What the exercise asks: The records underneath are to be repeated exactly, with the pictures left out.

Data to use:
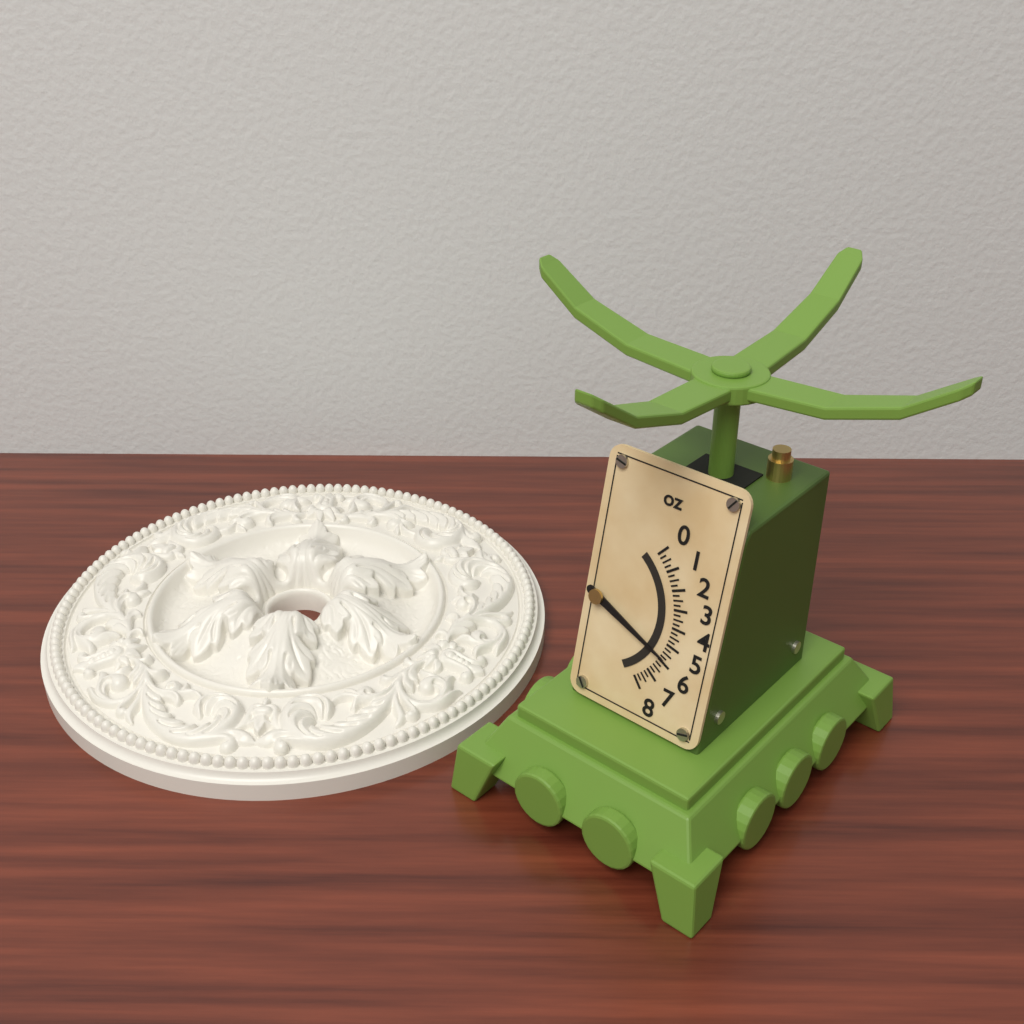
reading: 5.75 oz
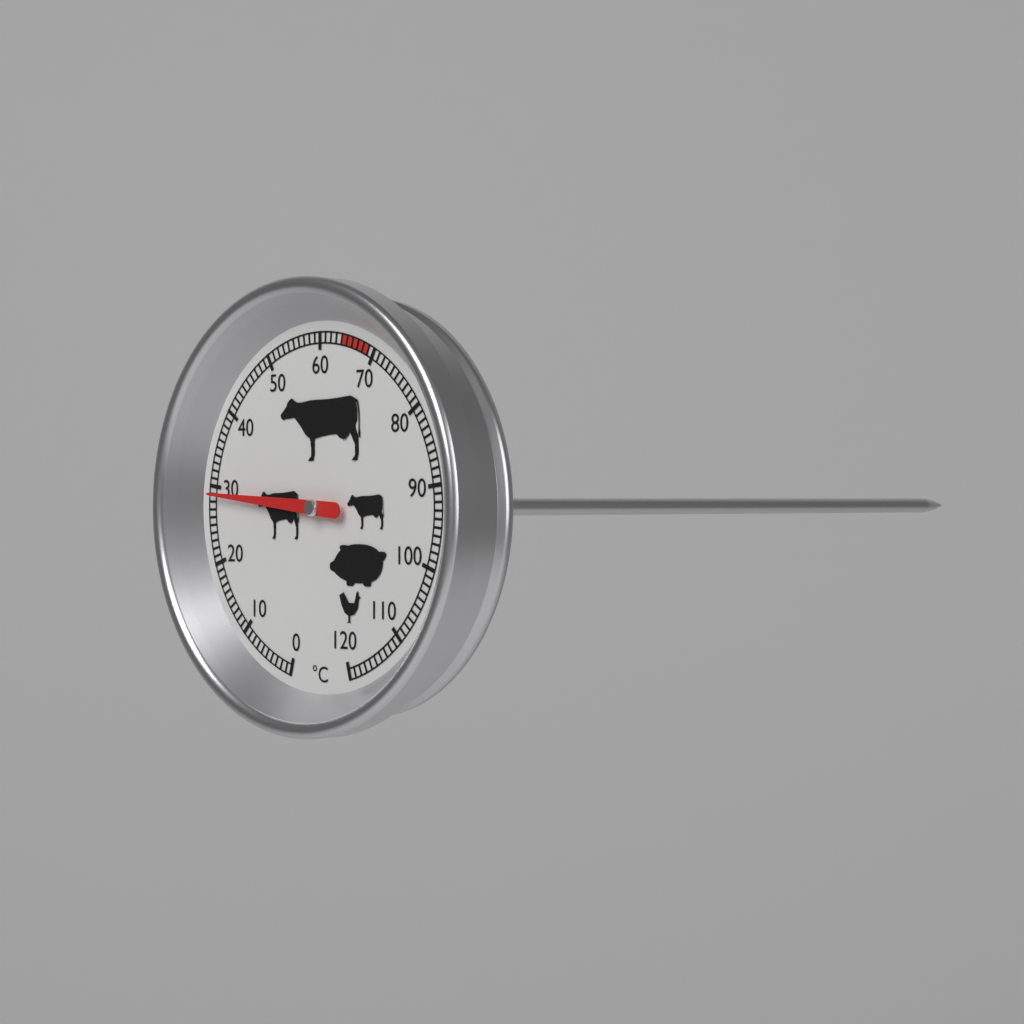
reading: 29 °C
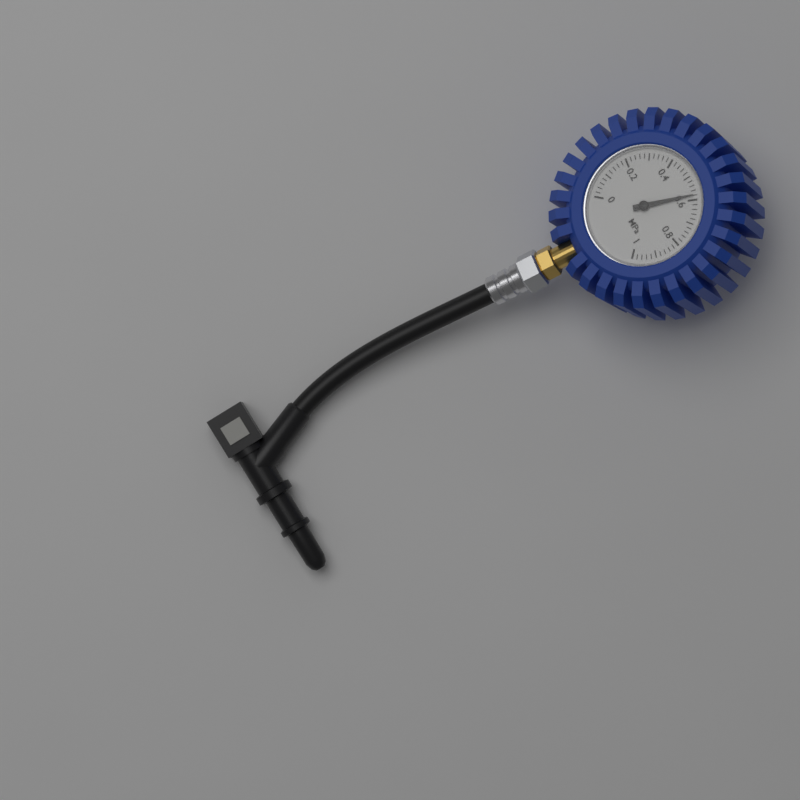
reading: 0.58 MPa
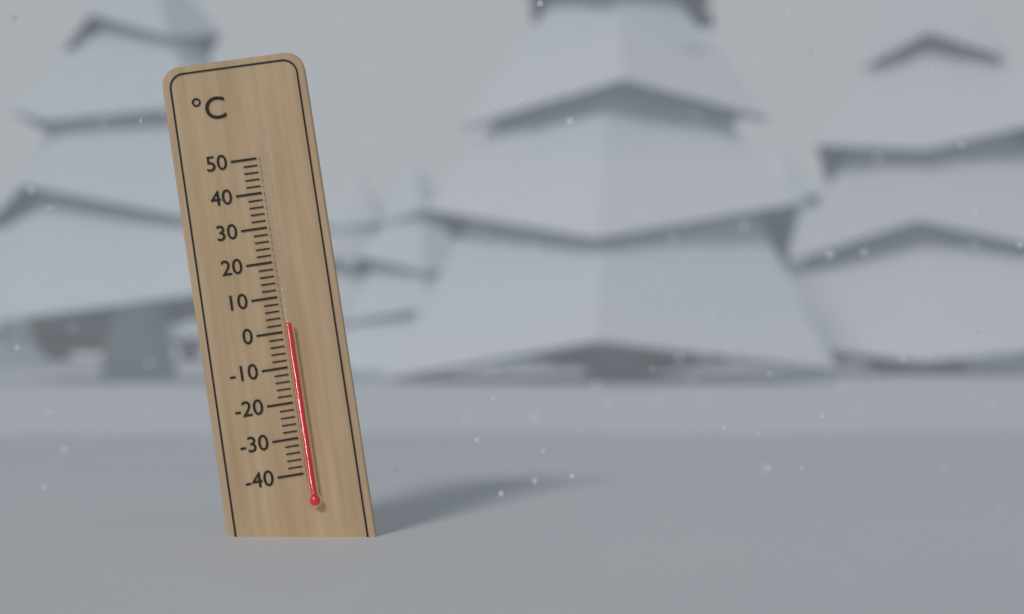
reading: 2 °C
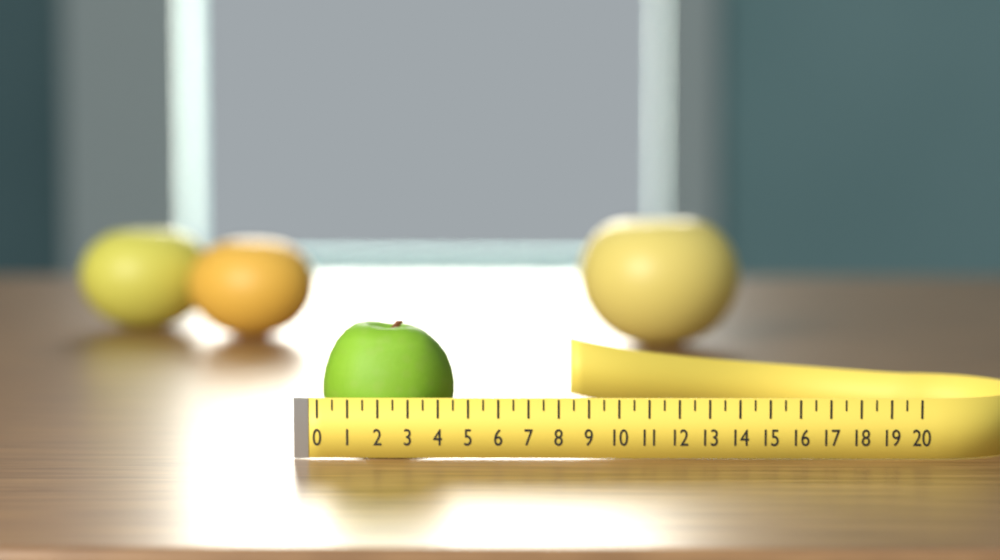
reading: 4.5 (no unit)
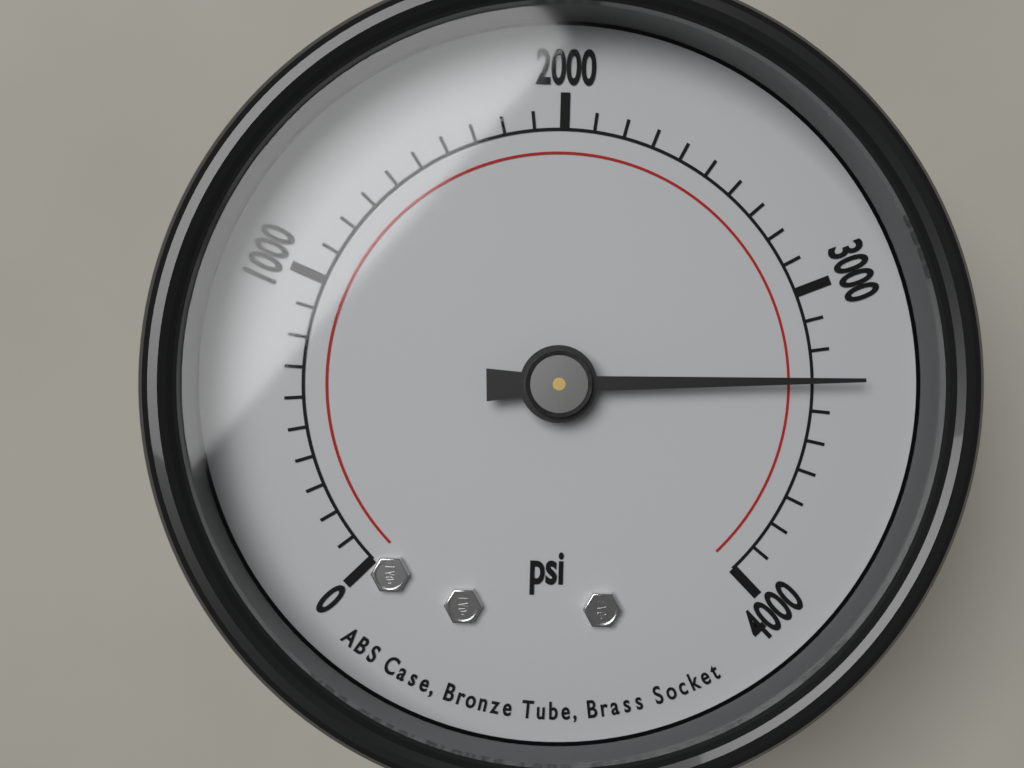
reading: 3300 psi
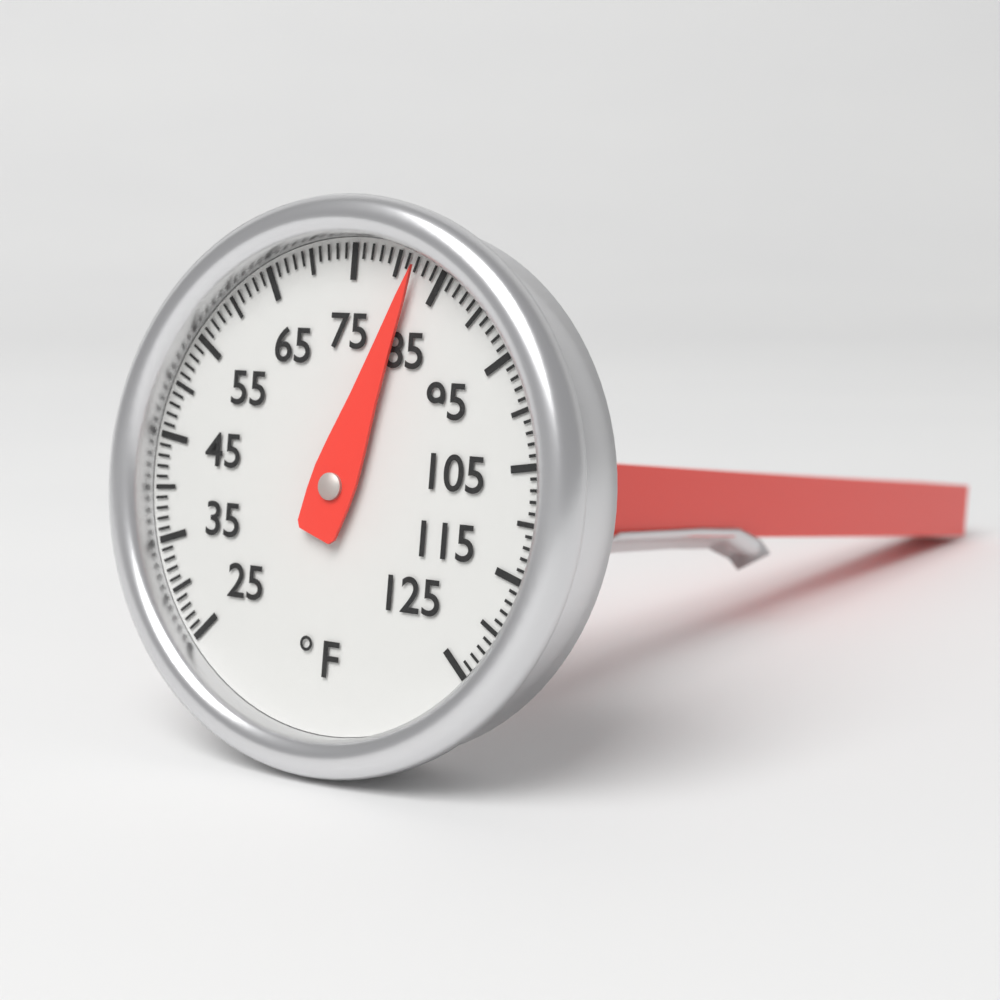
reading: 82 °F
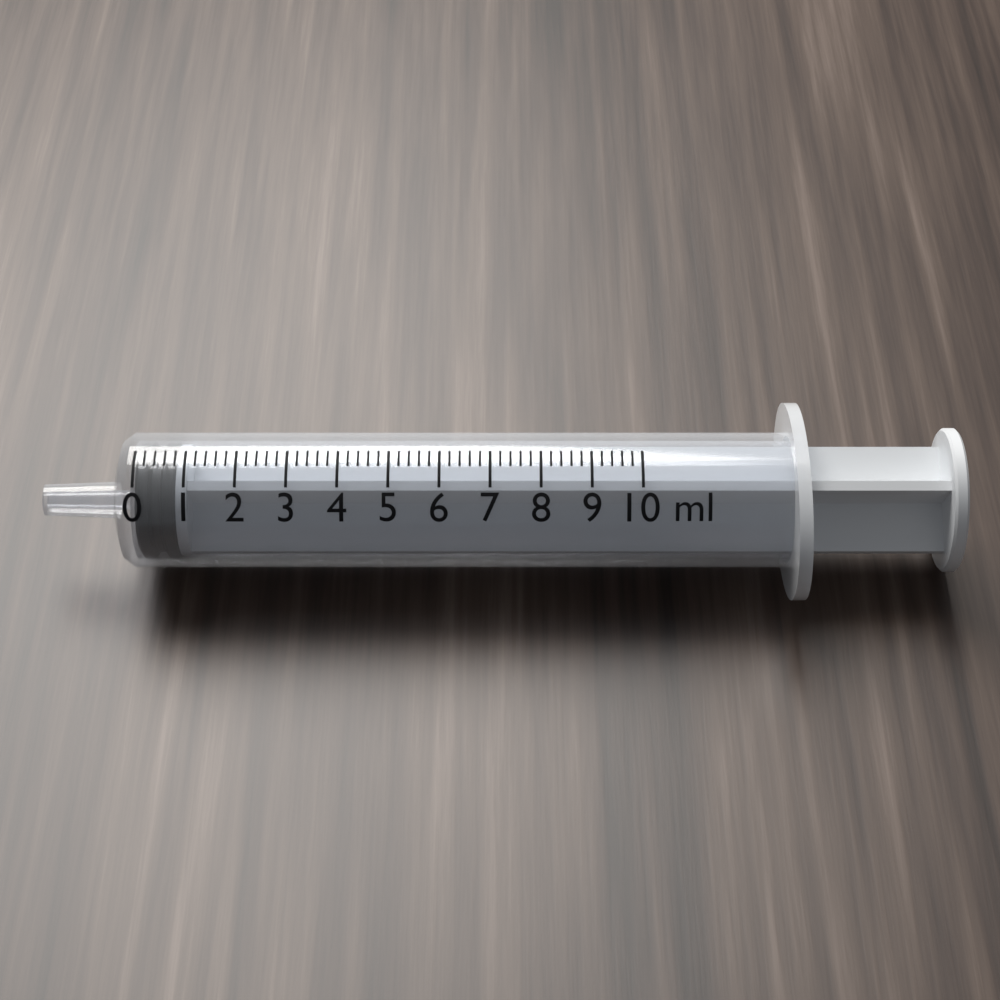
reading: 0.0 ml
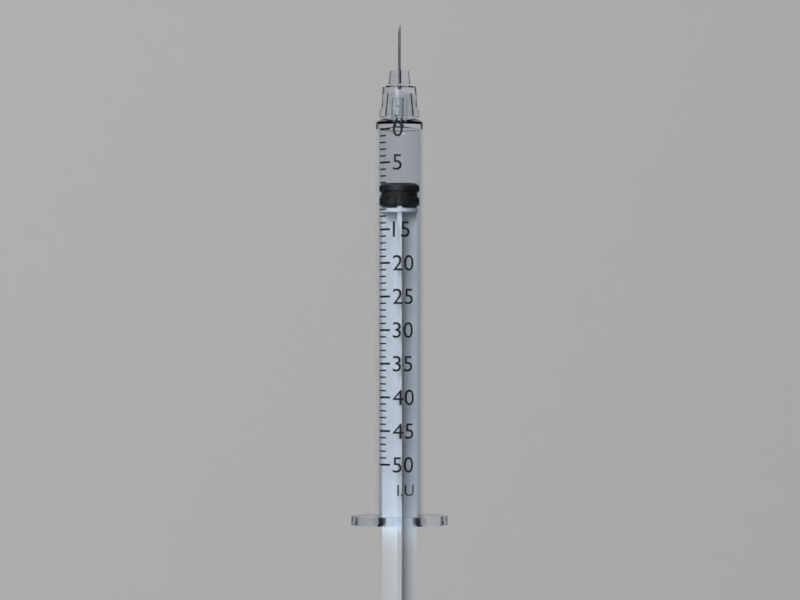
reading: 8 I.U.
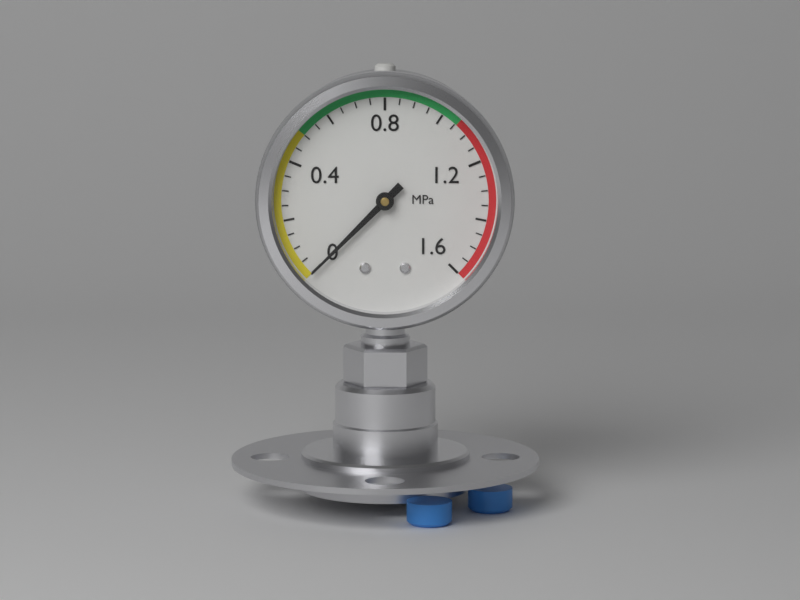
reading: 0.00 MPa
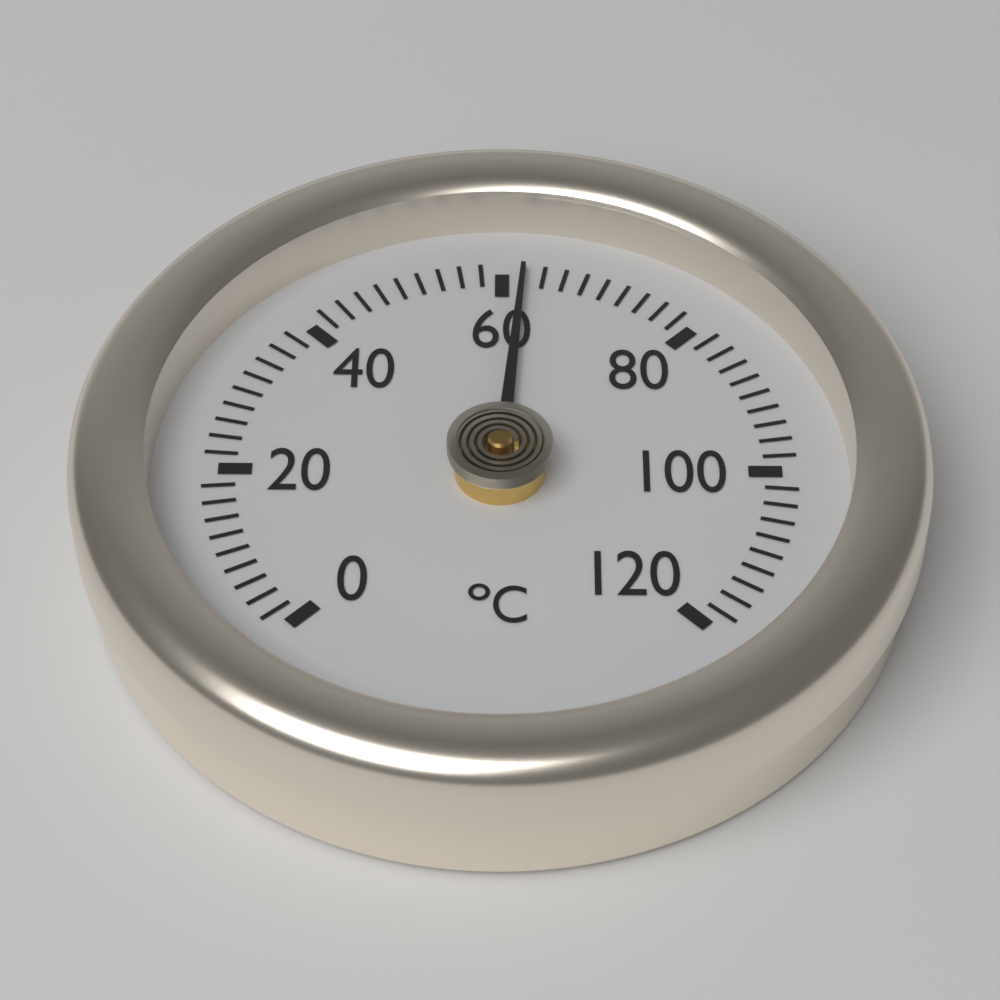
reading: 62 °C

Response for this exercise:
reading: 5.75 oz
reading: 29 °C
reading: 0.58 MPa
reading: 2 °C
reading: 4.5 (no unit)
reading: 3300 psi
reading: 82 °F
reading: 0.0 ml
reading: 8 I.U.
reading: 0.00 MPa
reading: 62 °C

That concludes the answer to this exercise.